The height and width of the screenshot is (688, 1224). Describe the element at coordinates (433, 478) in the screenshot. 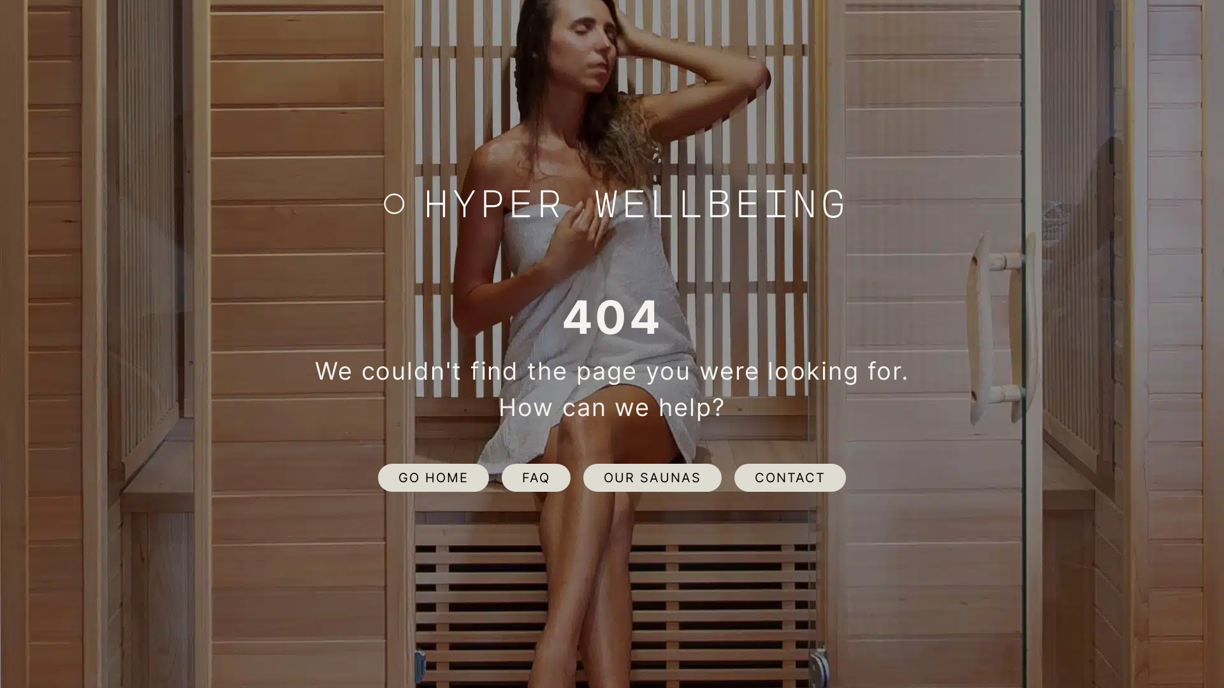

I see `GO HOME` at that location.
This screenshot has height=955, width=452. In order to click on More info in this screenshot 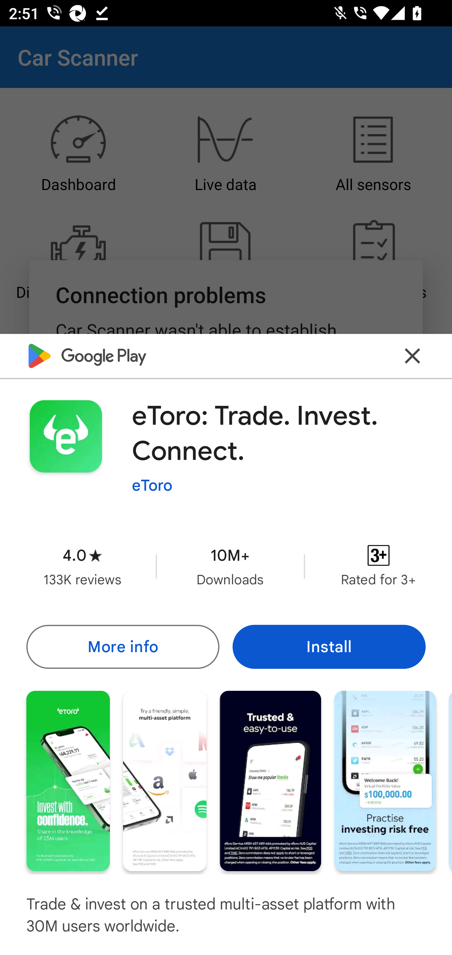, I will do `click(122, 646)`.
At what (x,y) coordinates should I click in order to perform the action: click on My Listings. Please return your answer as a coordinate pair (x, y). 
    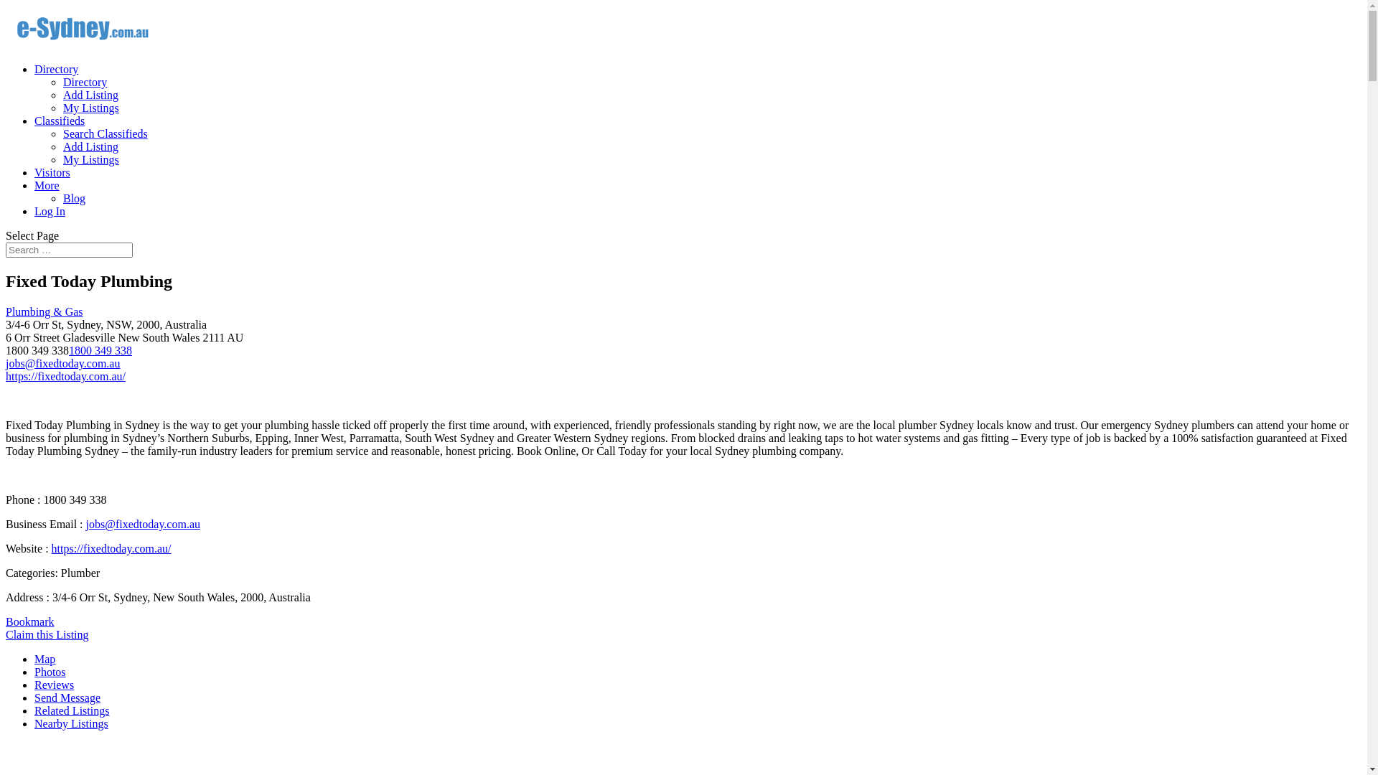
    Looking at the image, I should click on (91, 159).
== == ==
Task goal: The line that contains "At what (x,y)" opens the part to copy, and the last line of the records closes it; set down those lines exactly, pictures excluded.

Solution to the problem:
At what (x,y) coordinates should I click in order to perform the action: click on My Listings. Please return your answer as a coordinate pair (x, y). 
    Looking at the image, I should click on (91, 159).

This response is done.